Wednesday 7 January 2009

Hunting

(First published in the Christchurch Press)

The hunt season is upon us - the sort of hunt which involves dozens of humans, horses and dogs, and one small herbivore. Quite often the herbivore gets away after being terrorised for varying lengths of time and sometimes it gets caught.

When I was growing up in North Canterbury in NZ I met a small jodhpur-clad girl who had the thing I wanted more than anything else in the world at the time – a pony. She also had stripes of blood on each cheek and was clutching a rabbit's foot. She had been to her first hunt and had been 'blooded'.

I couldn't make up my mind whether to dislike her for being excited about the killing of a bunny, appalled that she could let someone stripe her face with its blood, or envy her for her pony.
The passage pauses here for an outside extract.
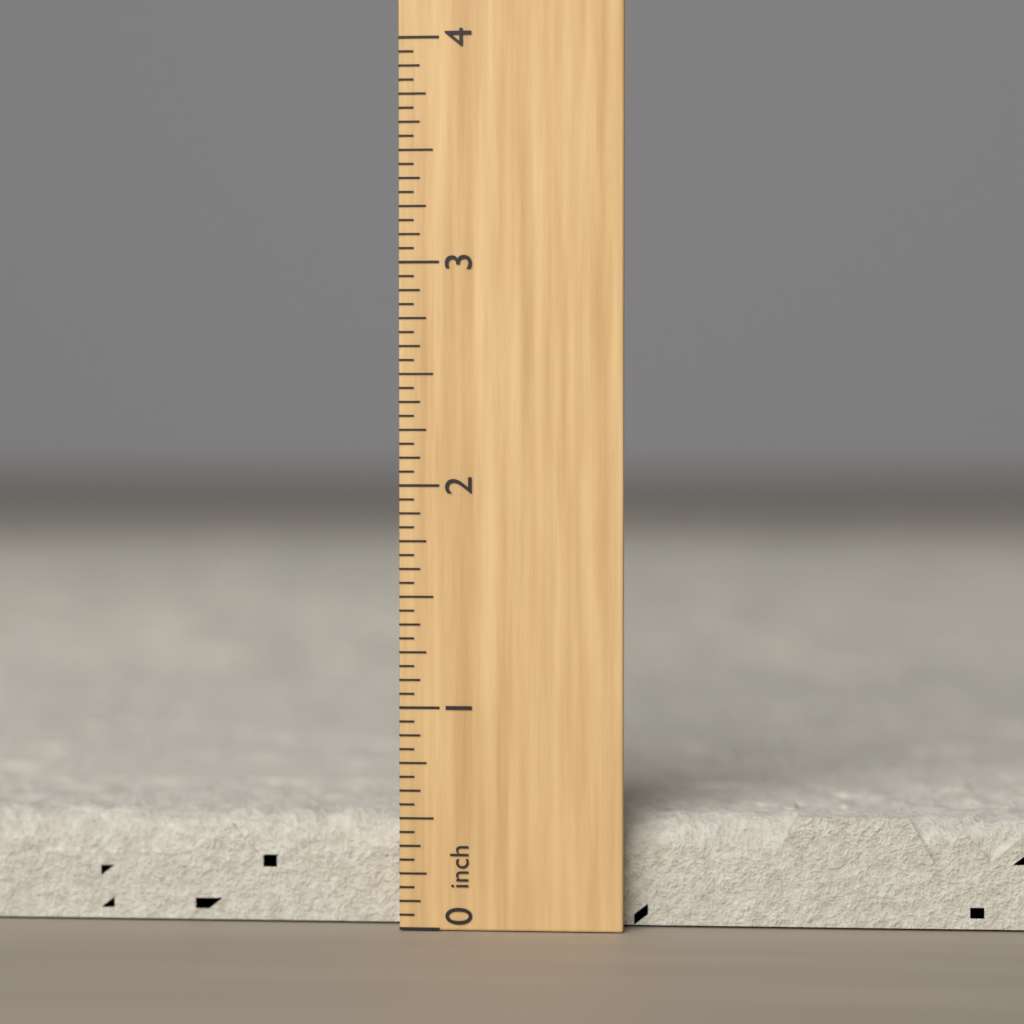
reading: 0.5000 inch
My envy lost – a portent of a lifelong sympathy for the underdog or, in that case, the under-rabbit.

I'm a horse owner and, before the onset of age-related sanity, I was also a keen rider. But, I have always disapproved of hunting with hounds. 40 riders on horseback plus 30 hounds pursuing one very small herbivore is symbolic of all the one-sided battles there have ever been. It's David against 110 Goliaths. It's the little guy up against impossible odds, sometimes getting away but mostly being chased to utter exhaustion, then being torn limb from limb. It's indefensible.
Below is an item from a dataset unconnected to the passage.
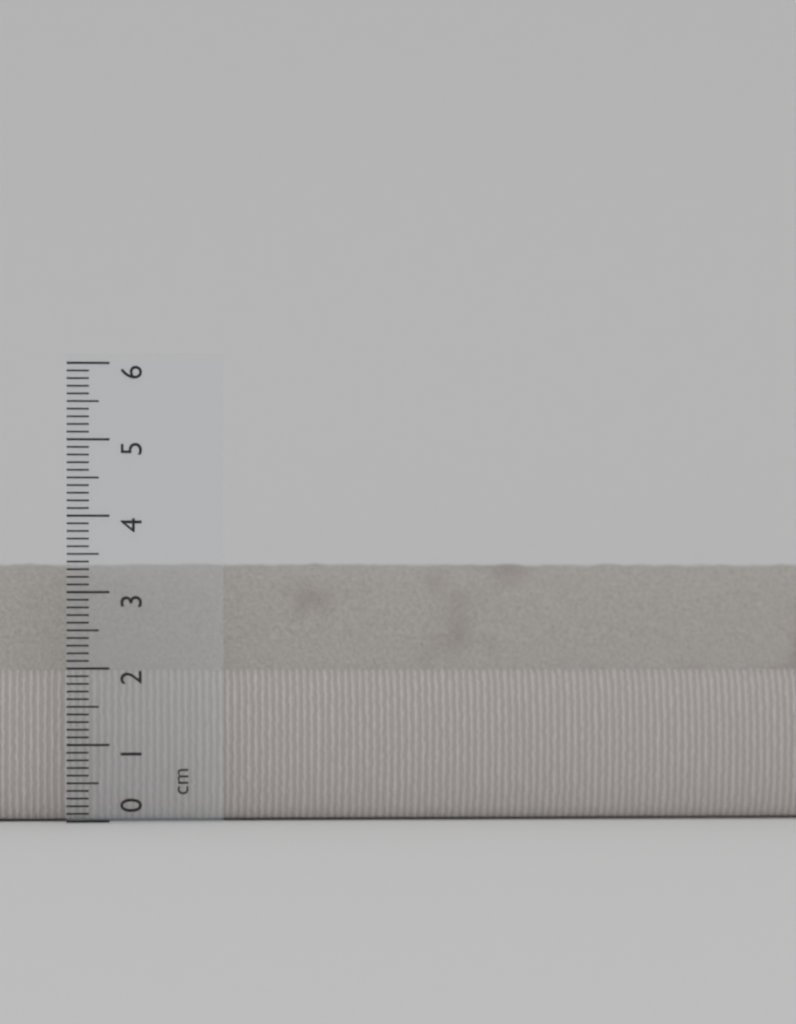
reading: 3.4 cm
This form of hunting causes living creatures to experience prolonged terror. It is neither a humane nor an efficient way to kill pests. I know that nature is red in tooth and claw but there's nothing natural about 18000 kgs of horse, 2500 kgs of rider and 1000 kgs of dog versus 4 kgs of hare.

I have no problem with people enjoying riding across country. Those who enjoy following hounds in pursuit of some small furry thing can still do so - the small furry thing just mustn't be a living creature. We don't allow racing greyhounds to chase living bunnies.

Given the fact that the hunts put spars on fences for those sensible folk who don't like to risk themselves and their horses leaping full-wire, why not drag a scent for the hounds to follow? It's better for the land and safer for horses and riders. Drag hunting (the name conjures up some amusing images) was preferred by some hunts in the UK even before anti-hunting legislation was passed.

Prior to being banned, the sight of well-heeled humans astride their well-shod horses, quaffing spirits from hipflasks and lurching off in pursuit of Britain's only remaining large predator, was always good for a laugh - if you weren't a fox. Some people saw it as a proud tradition, some as selfish and cruel, and others as symbolic of centuries old class divisions.

The spectacle of dozens of riders astride powerful horses, scores of hunt supporters and spotters following in cars and a team of terrier men to dig the fox out if it went to ground, was quite surreal.

The dogs were just following their instincts, the horses were trying to balance theirs against the demands of their riders, and the humans – well, they were just having a good time. But when you know how reclusive and small a fox is, the whole thing became rather ugly.

I had a debate with a neighbour in London who said he'd seen a fox the size of an Alsatian dog in his garden. I said it probably was an Alsatian dog. No he said it was a fox. Nonsense I said foxes are little. Not this one he said, it was huge. I thought he was on drugs. But, my curiosity was piqued, so I asked various people how big they thought a fox was. Estimates ranged from about the size of a spaniel to the size of an Alsatian.

The Scottish fox is the bigger of the two foxes native to the British Isles. It was introduced to England because it provided better sport than the smaller, more timid English fox. A fully grown Scottish fox weighs in at around 7 kgs – about the size of a very big cat. The vixen is much smaller.

Ok, it's a wild animal and can give good account of itself – when killing chickens. Against 40 or more fox hounds aided by the (relative) intelligence of all the humans involved and the speed and stamina of the horses (without which most of the humans wouldn't make it over the first fence) it's not very formidable.

Thankfully, Europeans didn't introduce the fox to New Zealand but, undeterred by the absence of the traditional British prey, the hunt fraternity looked around for a suitable huntee and, sadly for the hare, their gaze rested upon it.

Faster than a rabbit, lacking the rabbit's defence of going to ground, big enough (at a stretch) to justify the chase and responsible for the occasional pruning of young trees, the dotty little hare became the prey of choice for the great Kiwi hunt.

These days we place both moral and legal emphasis on humane methods of killing animals. I cannot see how hunting hares with hounds qualifies.